Complicating “Freedom” Post-Deportation

It may be easy to think that formerly incarcerated deportees have their freedom back due to no longer being detained by state agents. My tío himself states, “Any place is a lot better than where I was. If you are here [Tijuana], you are out here in the free world,” highlighting that he is no longer physically confined within a prison and is able to physically move within the city and the rest of Mexico. But when we leave Tijuana Sunday mornings to beat the long border crossing wait times, we all share a sense of sadness knowing that my tío cannot cross the border with us. My dad compared visits to see my tío at Tehachapi prison to visits in Tijuana—the drives are similarly long; he enjoys a short and limited time with his brother, and the hurt feels alike knowing that his brother must stay in Mexico. The border functions as prison walls, ideologically and physically regulating who is deserving of mobility across the given landscape.
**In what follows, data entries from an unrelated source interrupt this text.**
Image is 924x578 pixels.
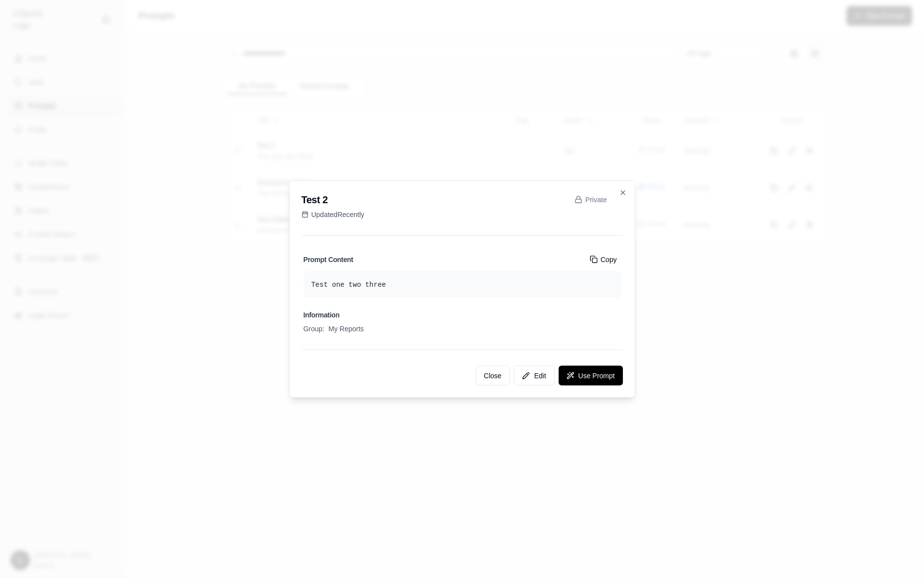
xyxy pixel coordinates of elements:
[304,254,353,264] h3: Prompt Content
[476,366,510,386] button: Close
[302,192,575,206] h2: Test 2
[304,310,621,320] h3: Information
[329,324,364,334] span: my reports
[586,251,621,267] button: Copy
[559,366,623,386] button: Use Prompt
[586,194,607,204] span: Private
[312,279,613,290] pre: Test one two three
[304,324,325,334] span: Group:
[312,209,365,219] span: Updated Recently
[514,366,555,386] button: Edit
Growing up in greater Los Angeles and talking with other working-class Latinos with immigrant backgrounds about my ties to Tijuana via my transborder family and my tío, I’ve received assuring recognitions that they too have family or know someone who experienced California’s prison-to-deportation pipeline. Some share that these loved ones remake their life in Baja California to be close to family in California and that their transborder visits, connections, and networks also prevail in this forced separation. As I conduct fieldwork for my research on organically built transborder support networks, people I interview often reflect on the interview being the first time they have been asked about how they were affected by the deportation of an incarcerated loved one. A prison-to-deportation pipeline extends to affect entire communities. Familial organizing, though it may seem a small endeavor, illuminates the radical possibilities of social life that transcends borders for impacted families.
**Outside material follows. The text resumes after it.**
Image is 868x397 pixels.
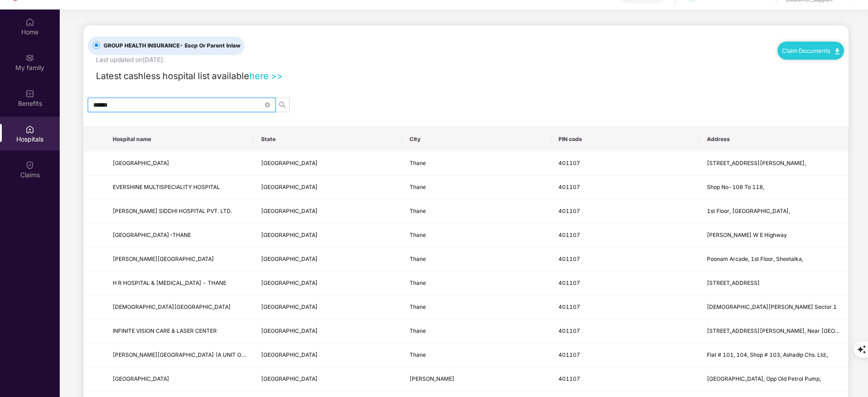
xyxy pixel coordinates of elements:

May-June 2024 Series on Deportation and Coerced Return curated by Professor Perla M. Guerrero and Professor Gretel H. Vera Rosas. 

Featured Image: My tío, myself, and my partner posing for a photo while we grill meat outdoors for a meal in Tijuana. August 12, 2023. Photo by Kiara Padilla. CC BY-NC-ND

References

Davis, Angela Y. Are Prisons Obsolete? Seven Stories Press, 2003.
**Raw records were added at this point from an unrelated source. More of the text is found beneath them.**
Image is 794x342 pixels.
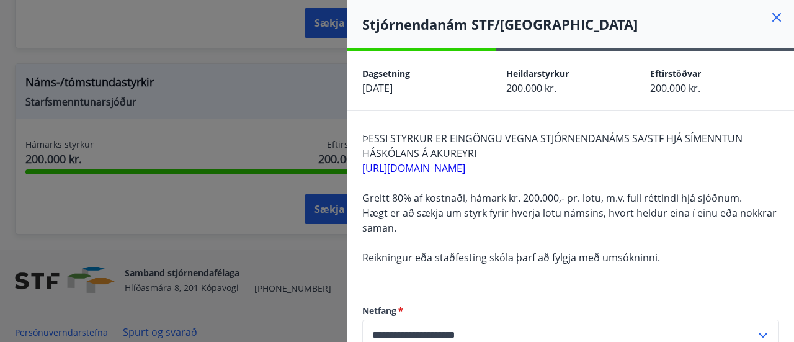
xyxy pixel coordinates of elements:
[362,68,410,79] span: Dagsetning
[362,15,794,33] h4: Stjórnendanám STF/[GEOGRAPHIC_DATA]
[362,251,660,264] span: Reikningur eða staðfesting skóla þarf að fylgja með umsókninni.
[362,81,393,95] span: [DATE]
[650,68,701,79] span: Eftirstöðvar
[506,68,569,79] span: Heildarstyrkur
[362,161,465,175] a: [URL][DOMAIN_NAME]
[362,304,779,317] label: Netfang
[650,81,700,95] span: 200.000 kr.
[362,131,742,160] span: ÞESSI STYRKUR ER EINGÖNGU VEGNA STJÓRNENDANÁMS SA/STF HJÁ SÍMENNTUN HÁSKÓLANS Á AKUREYRI
[362,206,776,234] span: Hægt er að sækja um styrk fyrir hverja lotu námsins, hvort heldur eina í einu eða nokkrar saman.
[506,81,556,95] span: 200.000 kr.
[362,191,742,205] span: Greitt 80% af kostnaði, hámark kr. 200.000,- pr. lotu, m.v. full réttindi hjá sjóðnum.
Escobar, Martha D. Captivity beyond Prisons: Criminalization Experiences of Latina (Im)Migrants. First edition., University of Texas Press, 2016.

Golash-Boza, Tanya Maria. Deported: Immigrant Policing, Disposable Labor, and Global Capitalism. New York University Press, 2015.

Goodman, Adam. The Deportation Machine: America’s Long History of Expelling Immigrants. Princeton University Press, 2020.

Kushner, Rachel. “Is prison necessary? Ruth Wilson Gilmore might change your mind.” The New York Times,  April 17, 2019.

Macias-Rojas, Patrisia. From Deportation to Prison: The Politics of Immigration Enforcement in Post-Civil Rights America. New York University Press, 2016.

Ordaz, Jessica. The Shadow of El Centro: A History of Migrant Incarceration and Solidarity. The University of North Carolina Press, 2021.

Speed, Shannon. Incarcerated Stories: Indigenous Women Migrants and Violence in the Settler-Capitalist State. University of North Carolina Press, 2019.

Téllez, Michelle. Border Women and the Community of Maclovio Rojas: Autonomy in the Spaces of Neoliberal Neglect. University of Arizona Press, 2021.